Four types of AI tools: conversational, search, generative, and action — mapped to everyday needs of ordinary people.
Start with the map: it puts the article’s main decision in one place before the sections below unpack it.

One Clear Statement

What ordinary people should care about most is not which product name is trending — it is whether the tool can reach your actual work.

Copy This First

I have a folder with some documents and images in it.

I need you to:
1. Summarize all the text content
2. Resize the images to web-friendly dimensions
3. Give each file a name I can understand

Can you do all three of these things in this directory?

The Four Types of AI Tools

Forget the product names. Remember just four categories:

Conversational

What it does: Answers questions, rewrites copy, explains concepts, gives advice.

What you do: Type text, ask a question or request a change.

Examples: ChatGPT, Claude, Kimi, DeepSeek, Qwen

Good for: Thinking through problems, writing emails, editing text, explaining a passage, checking grammar

Limitation: It does not know what is on your computer

What it does: Finds information, organizes sources, compares facts.

What you do: Type a question, AI searches the web, summarizes results with source links.

Examples: Perplexity, Arc Search, Phind, Zhihu ZhiDa

Good for: Looking up news, comparing products, finding background on a topic, quick overview of an unfamiliar area

Limitation: Does not edit files, cannot process the materials you already have

Generative

What it does: Creates images, video, audio, presentations, articles, code.

What you do: Describe what you want, AI produces the content.

Examples: Midjourney, Sora, ChatGPT Voice, Kimi Slides

Good for: Generating visuals, video scripts, speech drafts

Limitation: Copyright, quality, and privacy of generated output are your responsibility

Action

What it does: Reads files, edits projects, calls tools, runs checks, completes workflows.

What you do: Describe the goal, hand over the project directory, let it work inside your files.

Examples: Codex, Claude Code, Windsurf, Cursor, GitHub Copilot

Good for: Building websites, organizing folders, batch-renaming files, turning documents into pages, sorting materials

Limitation: Requires a specific directory to work in, needs you to confirm results

Organizing Your Needs by Type

The most common problem ordinary people face is not “which AI is the strongest” — it is:

I have a folder full of files and I want AI to help me organize them, but I do not know which tool to use.

The answer is simple:

  • Want to chat and ask questions → Conversational
  • Want to search the web → Search
  • Want AI to create content → Generative
  • Want AI to work inside your files → Action

Action-type tools are the most valuable entry point for ordinary people because they can reach your actual work — your folders, your files, your website.

A Reusable Prompt

If you have a folder and need to find the right AI tool, describe it like this:

I have a [folder name or description] containing [file types, e.g. documents and images].

I want AI to [your goal, e.g. organize the files, reformat them, generate a webpage].

What type of AI tool is best for this? Is there a tool that can do this?

If You See This

Not sure which tool to use:

Tell AI: “I want to [your goal], I do not know which type of AI tool to use. Can you recommend one?”

A tool says it cannot do something:

You may be using the wrong type. For example, asking a conversational AI “rename all files in my folder” — it cannot. That is an action-type task. Switch tools and try again.

Generated content and unsure if you can use it:

Ask: “Can I use this content commercially? Are there copyright risks?” — then judge for yourself whether it fits your use case.

How to Know You Are Done

You do not need to memorize all the product names.

After reading this page, you only need to do one thing:

When you encounter an AI tool, first ask yourself: which type is it? Can it handle this specific task I have right now?

Next: Web, App, Client, IDE, CLI — What Is the Difference — understand the practical capability boundaries of different interfaces.

Hint: The same product can cover multiple types. For example, Codex is action-type, but Codex also has conversational capabilities. The categories help you choose the right entry point — they do not limit what a product can do.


PROBLEM TO WORK ON:
Say how many lines in the entries below have the word "Level" in them, giving only the number.

SUPPLIED MATERIAL:
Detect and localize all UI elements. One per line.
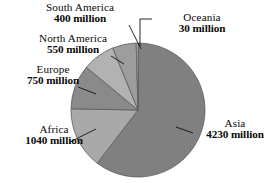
slice-label-north-america: North America 550 million	[14, 33, 132, 56]
slice-label-south-america: South America 400 million	[21, 2, 139, 25]
slice-label-africa-value: 1040 million	[2, 135, 106, 146]
slice-label-north-america-value: 550 million	[14, 44, 132, 55]
slice-label-europe: Europe 750 million	[7, 64, 99, 87]
slice-label-south-america-value: 400 million	[21, 13, 139, 24]
slice-label-oceania: Oceania 30 million	[156, 12, 248, 35]
pie-chart-figure: South America 400 million North America …	[0, 0, 276, 183]
slice-label-asia: Asia 4230 million	[196, 118, 274, 141]
leader-line-oceania	[140, 19, 152, 46]
slice-label-oceania-value: 30 million	[156, 23, 248, 34]
slice-label-africa: Africa 1040 million	[2, 124, 106, 147]
slice-label-europe-value: 750 million	[7, 75, 99, 86]
slice-label-asia-value: 4230 million	[196, 129, 274, 140]
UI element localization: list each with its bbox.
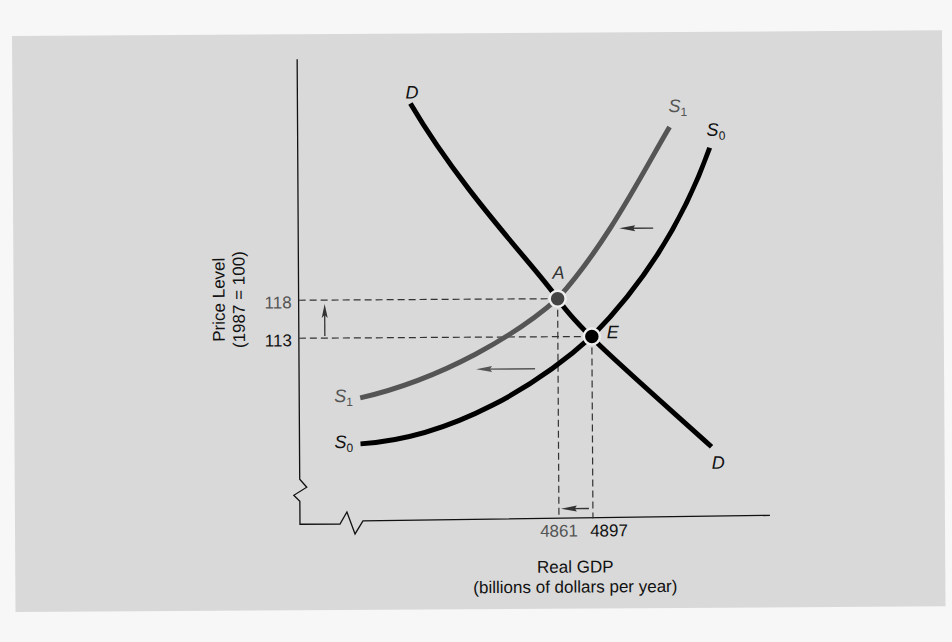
demand-label-bottom: D <box>712 453 725 473</box>
guide-line-113 <box>299 336 592 338</box>
x-axis-title: Real GDP <box>537 557 614 576</box>
x-tick-label-4861: 4861 <box>540 522 578 541</box>
supply-s1-label-top: S1 <box>668 96 687 119</box>
y-axis-title-group: Price Level (1987 = 100) <box>209 251 249 348</box>
x-tick-label-4897: 4897 <box>590 521 628 540</box>
supply-s1-label-bottom: S1 <box>334 386 353 409</box>
axis-lines <box>291 56 770 534</box>
axes <box>291 56 770 534</box>
demand-label-top: D <box>405 83 418 103</box>
gdp-change-arrow-head <box>561 506 577 512</box>
point-e-label: E <box>607 322 620 342</box>
shift-arrow-lower-head <box>476 366 492 372</box>
y-axis-title: Price Level <box>209 258 229 342</box>
guide-line-4897 <box>592 336 593 518</box>
point-a-marker <box>550 291 566 307</box>
y-tick-label-118: 118 <box>264 293 291 312</box>
supply-curve-s1 <box>359 127 672 398</box>
guide-lines <box>299 298 593 520</box>
chart-svg: Price Level (1987 = 100) 118 113 4861 48… <box>12 30 946 612</box>
shift-arrow-upper-head <box>619 225 635 231</box>
point-e-marker <box>584 328 600 344</box>
curves <box>358 102 711 449</box>
shift-arrows <box>321 225 655 513</box>
x-axis-subtitle: (billions of dollars per year) <box>473 577 677 597</box>
supply-s0-label-top: S0 <box>707 120 726 143</box>
y-tick-label-113: 113 <box>265 331 292 350</box>
guide-line-4861 <box>558 299 559 519</box>
y-axis-subtitle: (1987 = 100) <box>229 251 249 348</box>
guide-line-118 <box>299 299 558 301</box>
chart-panel: Price Level (1987 = 100) 118 113 4861 48… <box>12 30 946 612</box>
point-a-label: A <box>551 263 564 283</box>
supply-s0-label-bottom: S0 <box>334 432 353 455</box>
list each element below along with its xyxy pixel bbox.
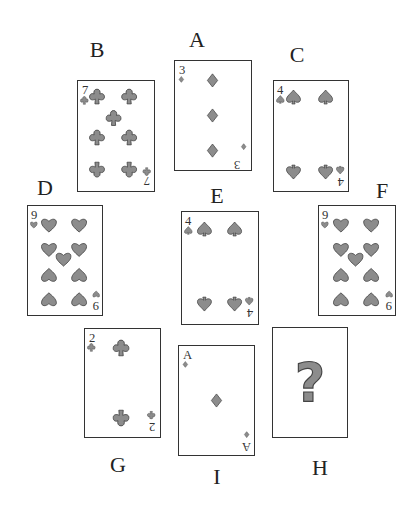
card-c-rank: 4 (277, 83, 284, 97)
label-e: E (210, 185, 223, 207)
diamond-icon (211, 394, 221, 407)
card-c-four-of-spades: 4 4 (273, 80, 349, 192)
club-icon (113, 410, 129, 426)
spade-icon (228, 222, 242, 236)
card-d-rank-inverted: 9 (93, 299, 99, 313)
card-e-rank: 4 (185, 214, 192, 228)
spade-icon (197, 297, 211, 311)
club-icon (90, 130, 105, 145)
card-g-rank: 2 (89, 331, 95, 345)
spade-icon (286, 90, 300, 104)
heart-icon (364, 268, 379, 281)
card-d-rank: 9 (31, 208, 37, 222)
card-f-rank-inverted: 9 (386, 299, 392, 313)
heart-icon (72, 244, 87, 257)
diamond-icon (241, 144, 246, 150)
heart-icon (364, 244, 379, 257)
card-a-rank-inverted: 3 (234, 158, 240, 172)
heart-icon (41, 268, 56, 281)
label-d: D (37, 177, 53, 199)
card-h-unknown: ? (272, 327, 348, 438)
label-g: G (110, 454, 126, 476)
label-c: C (290, 44, 305, 66)
spade-icon (286, 165, 300, 179)
card-g-rank-inverted: 2 (149, 420, 155, 434)
heart-icon (56, 253, 71, 266)
card-i-rank-inverted: A (241, 440, 251, 454)
card-e-four-of-spades: 4 4 (181, 211, 259, 325)
club-icon (90, 162, 105, 177)
diamond-icon (207, 109, 217, 122)
heart-icon (321, 222, 328, 228)
heart-icon (93, 291, 100, 297)
heart-icon (364, 219, 379, 232)
card-f-rank: 9 (322, 208, 328, 222)
heart-icon (72, 293, 87, 306)
label-i: I (213, 466, 220, 488)
card-a-rank: 3 (179, 63, 185, 77)
label-b: B (90, 39, 105, 61)
heart-icon (41, 219, 56, 232)
spade-icon (336, 166, 344, 174)
label-a: A (189, 29, 205, 51)
spade-icon (197, 222, 211, 236)
club-icon (90, 89, 105, 104)
spade-icon (228, 297, 242, 311)
question-mark-icon: ? (295, 352, 326, 413)
club-icon (80, 96, 88, 104)
club-icon (113, 340, 129, 356)
heart-icon (41, 293, 56, 306)
heart-icon (72, 268, 87, 281)
card-i-rank: A (183, 348, 193, 362)
card-c-rank-inverted: 4 (337, 175, 344, 189)
label-h: H (312, 457, 328, 479)
club-icon (122, 162, 137, 177)
club-icon (106, 111, 121, 126)
card-f-nine-of-hearts: 9 9 (318, 205, 396, 316)
heart-icon (41, 244, 56, 257)
heart-icon (333, 268, 348, 281)
card-g-two-of-clubs: 2 2 (84, 328, 161, 438)
heart-icon (364, 293, 379, 306)
diamond-icon (244, 432, 249, 438)
heart-icon (386, 291, 393, 297)
card-b-rank: 7 (82, 83, 88, 97)
diamond-icon (207, 74, 217, 87)
card-b-rank-inverted: 7 (144, 174, 150, 188)
spade-icon (319, 90, 333, 104)
heart-icon (348, 253, 363, 266)
heart-icon (333, 219, 348, 232)
label-f: F (376, 180, 388, 202)
diamond-icon (183, 361, 188, 367)
card-a-three-of-diamonds: 3 3 (174, 60, 252, 171)
heart-icon (333, 293, 348, 306)
card-i-ace-of-diamonds: A A (178, 345, 255, 456)
club-icon (122, 89, 137, 104)
card-d-nine-of-hearts: 9 9 (27, 205, 103, 316)
club-icon (147, 411, 155, 419)
spade-icon (245, 297, 253, 305)
diamond-icon (207, 144, 217, 157)
diamond-icon (179, 76, 184, 82)
heart-icon (333, 244, 348, 257)
card-e-rank-inverted: 4 (246, 306, 253, 320)
card-b-seven-of-clubs: 7 7 (77, 80, 155, 192)
heart-icon (72, 219, 87, 232)
spade-icon (319, 165, 333, 179)
heart-icon (30, 222, 37, 228)
club-icon (122, 130, 137, 145)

TASK ANSWER:
4